Wednesday, November 27, 2013

Sleeves...

I wore long sleeves… to the gym… to a class where everyone else was wearing clothes to really sweat in. I had massive second thoughts as I stood outside the glass door, biting my lip and fighting the urge to walk away. Too late. My sweet, encouraging friend saw me, brought me in, got all the equipment I would need and quickly set it up for me. How could I walk away now?

The class began and I found myself moving my body in familiar forms, keeping time with the music and rejoicing in the fact that maybe I could still do this! Two years with a trainer and consistent daily exercise had toned my muscles and they remembered! They remembered the movement at least… but the last three months had taken a toll I did not realize until I looked at my hands. They did not match. My right hand was swelling, bulging slightly around the bottom of my compression sleeve. At the next break I sat on the end of my risers, holding out my hands and taking stock of what I was actually looking at. Was one hand bigger than the other? Really? My friend came over to see if I was ok and agreed that I probably shouldn't keep going.  Thus began another public admission (try going through airport security with a Jackson Pratt drain - as humiliating as you can imagine!) that I was not the same as everyone else there. Not any more. I put my equipment away, fighting tears and fears of having my arm swell up to the size of Pop-eyes massive forearm before I could get out of there.

Something I wouldn't care to experience again
Tender mercies of the day:  For some reason I hadn't worn my glove which would have masked the swelling, I did get home before my arm got any bigger, and most importantly, my husband was still home and could enfold me in his arms and tell me it would be alright and what to do because he knows...

An agonizing week has gone by. My arm has slowly deflated like a balloon with the air released, as close to matching my other arm as it may ever get. My loving husband, who says that ANYTHING is better than having a single cell of melanoma in my body, continues to love me in spite of the scars, bumps, and losses incurred from health problems. How was I so fortunate to have this man choose to love me? That is a subject for another blog on another day.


→ **Prompt**
Please copy every record below exactly, but leave the pictures out.

→ **Given data**
════

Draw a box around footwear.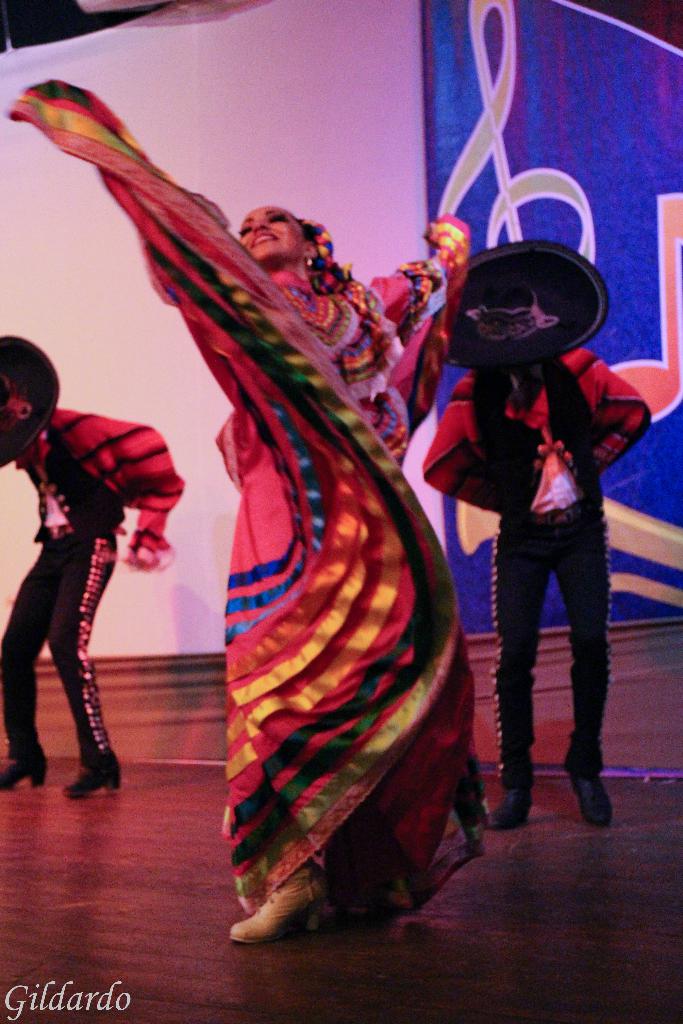
[229, 886, 326, 950].
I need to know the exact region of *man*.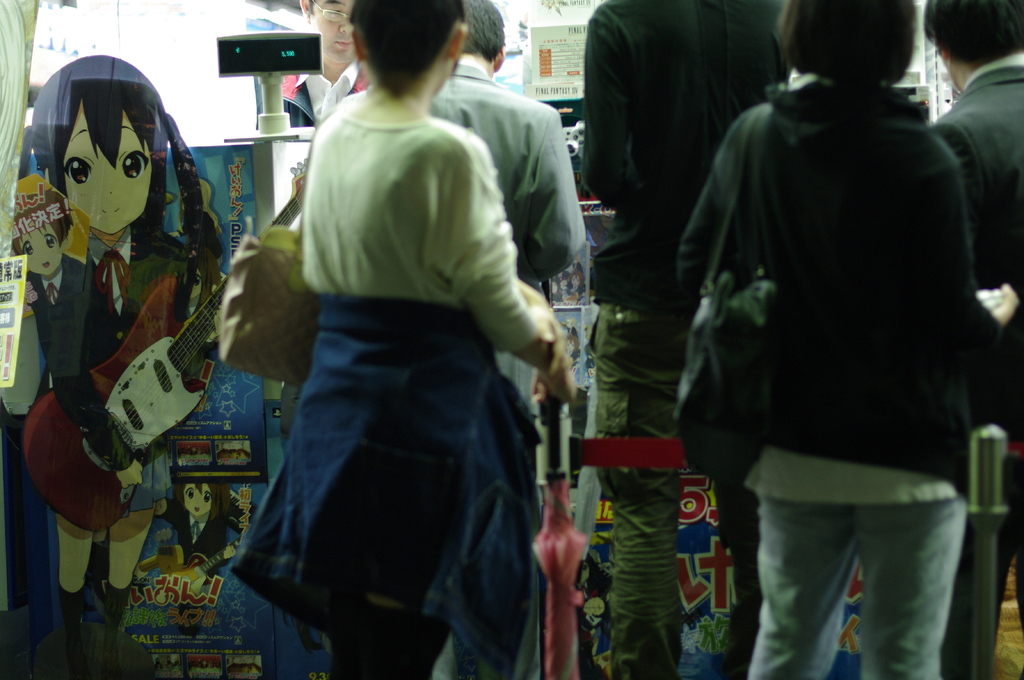
Region: crop(426, 0, 588, 432).
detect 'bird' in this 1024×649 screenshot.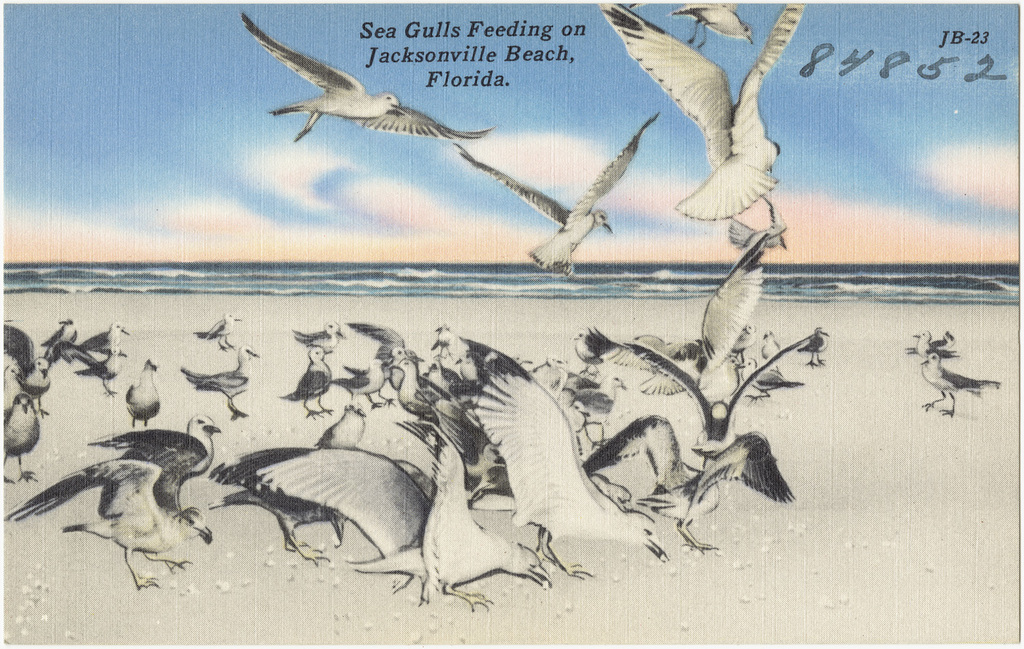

════

→ **Worked solution**
Draw a box around footwear.
[229, 886, 326, 950].
I need to know the exact region of *man*.
Region: crop(426, 0, 588, 432).
detect 'bird' in this 1024×649 screenshot.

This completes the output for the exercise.